As a child of the seventies, I watched the kids in Licorice Pizza, running wild in the San Fernando Valley, parent’s barely an afterthought, with great nostalgia. Paul Thomas Anderson has managed to write a love letter to growing up in LA that is both sweet and innocent and absolutely insane with just a thin thread of bitterness running through it to keep any whiff of saccharine at bay.

As a fan of PTA, I am always waiting for the dark, ugly edges, the inevitable caustic lining to start to show as he picks at the seams. That didn’t happen with this movie. Yes, there is a troublesome Asian running joke centering around the depiction of the real life restauranteur who opened LA’s first Japanese restaurants and a chaste, but weird, friendship between the two lead characters which is occasionally uncomfortable. On the whole, this is a joyous celebration of youthful shenanigans, 70’s latchkey freedom and first love while acknowledging the difficulties surrounding becoming an adult.

Gary Valentine (first time effort by Cooper Hoffman, son of Philip Seymour Hoffman) is a once time child actor who is finding himself to be outgrowing his boyish charms and in the need of a some side hustles. Already showing signs of becoming a fast talking, two bit hustler before his voice has fully changed, he meets Alana, a 20 something (we aren’t sure because she admits to being both 25 and 28 at different times) photographer’s assistant while waiting in line for his school photo. This begins an unlikely and moderately inappropriate friendship although Alana makes it clear that Gary’s romantic ideas will go nowhere and, although she admits it’s weird, a real friendship does grow. She aids and abets Gary as he becomes a waterbed salesman, runs a PR company and opens a pinball arcade.
Alana is played by Alana Haim (of band Haim) and she gives the performance of the year. She is fiesty, restless and has no idea what she is going to do with her life and Haim infuses the character with an infectious, frenetic energy. She is a raw, live wire and it’s hard to believe that she, too, has never acted before. The two lead characters spend most of their time running. Running with each other, away from each other then back towards each other, both metaphorically and literally.

There are scores of delicious cameos – Tom Waits, Sean Penn and Bradley Cooper chew up every inch of the screen for the brief time they spend caught up in this whirlwind of a coming of age movie. I FELT that breathless anxiety of breathing into the phone and hoping the person on the other end can’t tell it’s you – there was no texting so you either called someone or you ran over to their house. Every inch of ever frame was steeped in the era.

In an era of Marvel and lukewarm remakes, Licorice Pizza reminded me how wonderful great movie making is. This is absolutely one of the best movies of the year.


Problem to work on: Note each line in the data below that holds "series", and copy it.

Dataset entries on figures:
================================
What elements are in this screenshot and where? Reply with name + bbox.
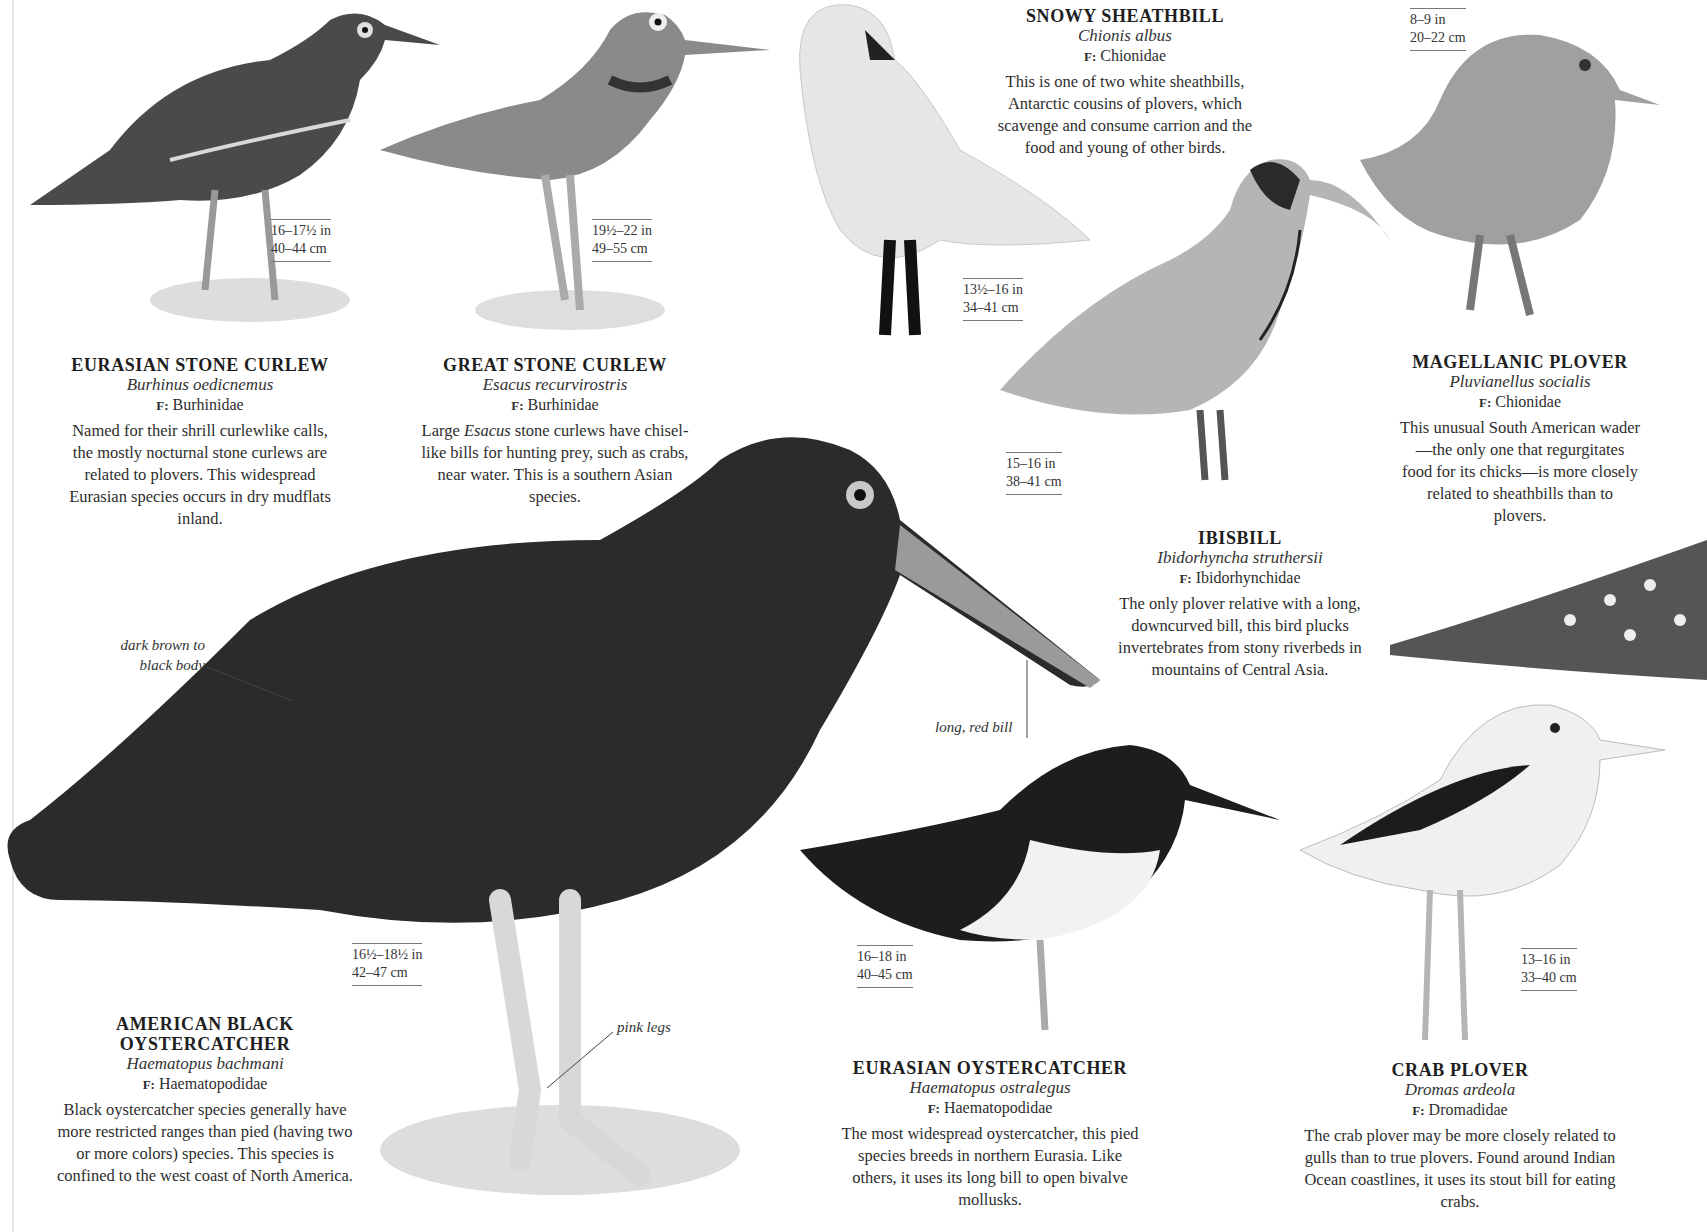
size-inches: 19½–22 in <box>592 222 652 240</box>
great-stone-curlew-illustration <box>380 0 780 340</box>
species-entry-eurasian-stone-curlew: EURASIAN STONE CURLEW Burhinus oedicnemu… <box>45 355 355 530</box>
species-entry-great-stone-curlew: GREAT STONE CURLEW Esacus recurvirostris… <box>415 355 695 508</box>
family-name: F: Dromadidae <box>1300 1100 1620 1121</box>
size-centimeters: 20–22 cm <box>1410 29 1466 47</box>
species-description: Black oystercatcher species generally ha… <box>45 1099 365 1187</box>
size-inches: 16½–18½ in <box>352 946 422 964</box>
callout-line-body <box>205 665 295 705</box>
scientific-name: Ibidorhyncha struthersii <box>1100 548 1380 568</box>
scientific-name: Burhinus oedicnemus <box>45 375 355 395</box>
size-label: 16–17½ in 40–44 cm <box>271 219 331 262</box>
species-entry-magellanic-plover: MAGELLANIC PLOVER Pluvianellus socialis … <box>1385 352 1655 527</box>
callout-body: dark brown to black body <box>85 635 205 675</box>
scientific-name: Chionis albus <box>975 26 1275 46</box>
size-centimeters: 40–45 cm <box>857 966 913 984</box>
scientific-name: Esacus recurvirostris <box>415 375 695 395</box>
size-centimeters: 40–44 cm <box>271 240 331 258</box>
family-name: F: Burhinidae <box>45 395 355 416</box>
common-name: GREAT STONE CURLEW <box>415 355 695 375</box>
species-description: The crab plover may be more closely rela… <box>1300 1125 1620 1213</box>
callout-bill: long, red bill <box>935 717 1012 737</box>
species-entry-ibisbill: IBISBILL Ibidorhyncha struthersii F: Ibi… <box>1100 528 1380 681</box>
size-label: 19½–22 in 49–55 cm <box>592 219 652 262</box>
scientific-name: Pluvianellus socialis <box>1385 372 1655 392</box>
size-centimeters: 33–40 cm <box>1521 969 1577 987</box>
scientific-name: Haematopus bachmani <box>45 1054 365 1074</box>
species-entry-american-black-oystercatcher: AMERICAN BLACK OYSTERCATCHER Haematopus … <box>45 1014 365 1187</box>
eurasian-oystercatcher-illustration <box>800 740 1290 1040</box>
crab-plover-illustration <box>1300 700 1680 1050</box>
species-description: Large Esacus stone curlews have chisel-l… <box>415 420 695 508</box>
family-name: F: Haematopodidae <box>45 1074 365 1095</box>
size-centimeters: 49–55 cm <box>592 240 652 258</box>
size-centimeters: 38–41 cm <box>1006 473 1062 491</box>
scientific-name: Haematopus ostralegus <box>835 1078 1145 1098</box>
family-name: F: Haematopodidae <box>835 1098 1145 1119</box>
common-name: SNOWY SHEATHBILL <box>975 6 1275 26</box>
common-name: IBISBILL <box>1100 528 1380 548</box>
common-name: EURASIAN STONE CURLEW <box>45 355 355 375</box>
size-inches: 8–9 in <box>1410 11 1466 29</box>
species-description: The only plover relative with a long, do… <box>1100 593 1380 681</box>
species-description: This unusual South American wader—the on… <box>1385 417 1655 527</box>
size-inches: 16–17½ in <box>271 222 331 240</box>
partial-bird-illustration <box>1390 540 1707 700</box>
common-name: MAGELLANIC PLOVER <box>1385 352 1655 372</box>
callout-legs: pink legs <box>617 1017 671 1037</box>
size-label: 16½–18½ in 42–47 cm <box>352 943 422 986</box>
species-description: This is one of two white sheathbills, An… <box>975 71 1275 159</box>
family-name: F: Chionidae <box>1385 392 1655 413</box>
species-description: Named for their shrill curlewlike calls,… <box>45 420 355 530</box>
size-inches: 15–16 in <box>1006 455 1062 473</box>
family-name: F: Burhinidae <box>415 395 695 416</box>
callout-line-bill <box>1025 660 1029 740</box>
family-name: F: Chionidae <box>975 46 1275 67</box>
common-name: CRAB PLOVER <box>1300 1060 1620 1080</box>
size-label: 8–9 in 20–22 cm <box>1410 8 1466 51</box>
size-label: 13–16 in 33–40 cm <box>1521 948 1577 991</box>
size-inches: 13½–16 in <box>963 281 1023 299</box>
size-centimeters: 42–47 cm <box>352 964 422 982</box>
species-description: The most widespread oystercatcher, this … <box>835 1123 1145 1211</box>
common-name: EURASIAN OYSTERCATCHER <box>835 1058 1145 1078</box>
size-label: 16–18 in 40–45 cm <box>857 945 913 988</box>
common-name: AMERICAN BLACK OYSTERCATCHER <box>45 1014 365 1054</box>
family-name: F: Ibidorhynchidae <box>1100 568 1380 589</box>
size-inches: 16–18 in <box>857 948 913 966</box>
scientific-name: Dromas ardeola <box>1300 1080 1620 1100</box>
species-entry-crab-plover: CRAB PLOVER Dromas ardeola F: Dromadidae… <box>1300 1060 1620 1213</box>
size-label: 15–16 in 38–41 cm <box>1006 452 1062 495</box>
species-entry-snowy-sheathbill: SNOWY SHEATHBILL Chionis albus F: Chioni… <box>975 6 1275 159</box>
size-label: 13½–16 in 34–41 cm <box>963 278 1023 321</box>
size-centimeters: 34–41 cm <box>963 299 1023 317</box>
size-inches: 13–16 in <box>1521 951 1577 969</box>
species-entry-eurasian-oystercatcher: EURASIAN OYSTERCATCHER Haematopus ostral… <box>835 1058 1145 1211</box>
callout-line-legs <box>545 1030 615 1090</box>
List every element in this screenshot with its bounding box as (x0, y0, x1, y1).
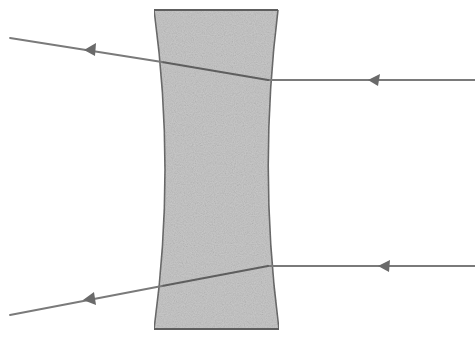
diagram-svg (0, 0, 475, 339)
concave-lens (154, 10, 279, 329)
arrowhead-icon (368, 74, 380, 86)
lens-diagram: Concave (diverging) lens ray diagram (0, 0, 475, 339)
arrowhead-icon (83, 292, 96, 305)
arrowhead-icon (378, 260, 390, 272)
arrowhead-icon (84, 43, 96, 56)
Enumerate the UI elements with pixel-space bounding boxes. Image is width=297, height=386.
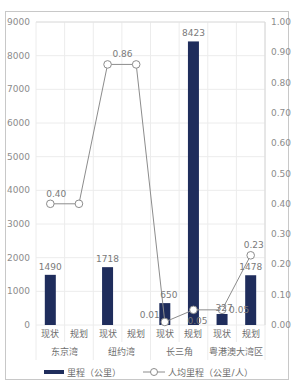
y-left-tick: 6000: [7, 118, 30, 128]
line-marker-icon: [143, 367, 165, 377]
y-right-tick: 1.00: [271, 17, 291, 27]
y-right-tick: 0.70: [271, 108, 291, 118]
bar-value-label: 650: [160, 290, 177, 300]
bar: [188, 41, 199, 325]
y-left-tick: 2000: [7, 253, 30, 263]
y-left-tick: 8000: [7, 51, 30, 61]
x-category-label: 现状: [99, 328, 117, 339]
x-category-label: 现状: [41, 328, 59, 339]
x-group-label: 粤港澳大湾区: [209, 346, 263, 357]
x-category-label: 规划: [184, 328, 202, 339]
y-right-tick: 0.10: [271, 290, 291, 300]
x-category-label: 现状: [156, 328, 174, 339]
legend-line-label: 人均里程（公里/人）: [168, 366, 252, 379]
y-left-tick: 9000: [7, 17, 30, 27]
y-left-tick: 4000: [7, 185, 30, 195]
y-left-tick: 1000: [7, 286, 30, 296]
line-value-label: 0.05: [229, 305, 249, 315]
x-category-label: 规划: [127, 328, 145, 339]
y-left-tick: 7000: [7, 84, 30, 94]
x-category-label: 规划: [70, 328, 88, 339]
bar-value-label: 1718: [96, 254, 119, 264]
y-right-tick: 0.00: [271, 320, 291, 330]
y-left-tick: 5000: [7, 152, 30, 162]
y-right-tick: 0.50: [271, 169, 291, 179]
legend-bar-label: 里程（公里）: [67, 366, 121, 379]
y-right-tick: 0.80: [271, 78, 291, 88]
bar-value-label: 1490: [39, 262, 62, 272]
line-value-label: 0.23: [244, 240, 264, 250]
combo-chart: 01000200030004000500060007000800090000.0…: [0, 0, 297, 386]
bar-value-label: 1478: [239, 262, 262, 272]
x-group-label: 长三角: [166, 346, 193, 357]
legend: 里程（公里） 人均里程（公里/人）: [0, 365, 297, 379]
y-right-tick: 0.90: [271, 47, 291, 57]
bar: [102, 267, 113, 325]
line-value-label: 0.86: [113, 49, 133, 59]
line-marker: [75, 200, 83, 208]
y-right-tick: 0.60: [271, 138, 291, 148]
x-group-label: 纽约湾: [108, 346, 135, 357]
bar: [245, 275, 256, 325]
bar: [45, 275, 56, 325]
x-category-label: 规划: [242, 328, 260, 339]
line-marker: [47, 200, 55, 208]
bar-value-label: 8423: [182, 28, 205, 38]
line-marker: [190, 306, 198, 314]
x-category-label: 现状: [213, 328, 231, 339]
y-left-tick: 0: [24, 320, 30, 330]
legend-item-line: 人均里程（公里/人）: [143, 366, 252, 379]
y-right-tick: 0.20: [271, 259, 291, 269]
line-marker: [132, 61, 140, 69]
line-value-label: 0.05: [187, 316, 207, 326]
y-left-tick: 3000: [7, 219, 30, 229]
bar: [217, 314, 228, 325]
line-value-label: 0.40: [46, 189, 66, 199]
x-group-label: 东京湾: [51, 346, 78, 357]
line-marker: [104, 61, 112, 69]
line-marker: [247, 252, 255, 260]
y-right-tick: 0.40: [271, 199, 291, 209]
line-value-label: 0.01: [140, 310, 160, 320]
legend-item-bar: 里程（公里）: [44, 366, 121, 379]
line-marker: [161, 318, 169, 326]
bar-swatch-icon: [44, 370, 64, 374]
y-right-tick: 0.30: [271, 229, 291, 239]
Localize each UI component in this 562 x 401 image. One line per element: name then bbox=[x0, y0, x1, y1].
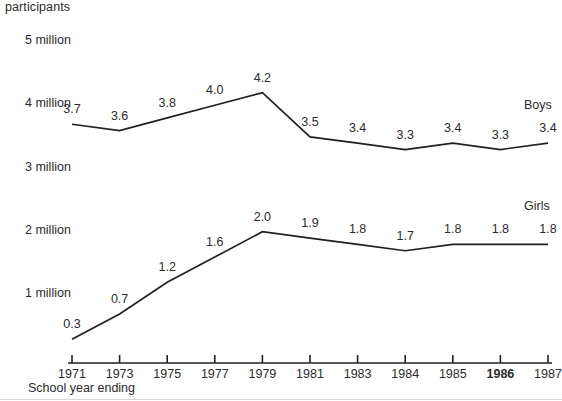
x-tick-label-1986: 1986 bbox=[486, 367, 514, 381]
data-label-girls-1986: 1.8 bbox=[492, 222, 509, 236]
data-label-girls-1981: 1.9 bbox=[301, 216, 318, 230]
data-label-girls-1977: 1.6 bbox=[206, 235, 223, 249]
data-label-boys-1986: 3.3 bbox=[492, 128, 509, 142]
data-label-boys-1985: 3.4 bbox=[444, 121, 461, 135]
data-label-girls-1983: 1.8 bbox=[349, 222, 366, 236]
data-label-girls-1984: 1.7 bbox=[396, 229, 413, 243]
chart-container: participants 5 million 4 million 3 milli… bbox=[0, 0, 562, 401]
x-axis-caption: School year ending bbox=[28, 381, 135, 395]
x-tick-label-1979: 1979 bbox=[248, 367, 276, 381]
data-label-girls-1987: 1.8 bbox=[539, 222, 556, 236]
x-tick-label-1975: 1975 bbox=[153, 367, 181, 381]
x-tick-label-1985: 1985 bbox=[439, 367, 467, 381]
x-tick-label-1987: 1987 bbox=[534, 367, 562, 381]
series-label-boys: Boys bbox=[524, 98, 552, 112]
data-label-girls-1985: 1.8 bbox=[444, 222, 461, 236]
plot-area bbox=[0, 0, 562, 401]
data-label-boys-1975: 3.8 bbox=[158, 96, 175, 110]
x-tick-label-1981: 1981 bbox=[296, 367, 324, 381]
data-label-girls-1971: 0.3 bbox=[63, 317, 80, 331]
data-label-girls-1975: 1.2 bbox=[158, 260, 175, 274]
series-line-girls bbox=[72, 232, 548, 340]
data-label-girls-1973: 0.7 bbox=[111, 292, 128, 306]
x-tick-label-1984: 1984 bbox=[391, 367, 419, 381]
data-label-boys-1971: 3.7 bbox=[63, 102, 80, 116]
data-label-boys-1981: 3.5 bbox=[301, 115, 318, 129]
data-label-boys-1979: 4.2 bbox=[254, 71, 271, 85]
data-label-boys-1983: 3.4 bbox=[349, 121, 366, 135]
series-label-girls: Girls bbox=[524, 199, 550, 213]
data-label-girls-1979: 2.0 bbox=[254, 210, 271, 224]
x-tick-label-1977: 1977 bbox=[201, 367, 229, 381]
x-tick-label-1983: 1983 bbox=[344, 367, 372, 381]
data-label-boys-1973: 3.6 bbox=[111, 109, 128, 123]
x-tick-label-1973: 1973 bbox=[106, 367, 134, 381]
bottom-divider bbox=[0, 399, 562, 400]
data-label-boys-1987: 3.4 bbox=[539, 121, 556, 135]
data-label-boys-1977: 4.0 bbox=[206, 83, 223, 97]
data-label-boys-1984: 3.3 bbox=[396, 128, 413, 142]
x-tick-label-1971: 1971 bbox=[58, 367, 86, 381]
================================
Answer to the exercise:
series-label-boys: Boys bbox=[524, 98, 552, 112]
series-line-girls bbox=[72, 232, 548, 340]
series-label-girls: Girls bbox=[524, 199, 550, 213]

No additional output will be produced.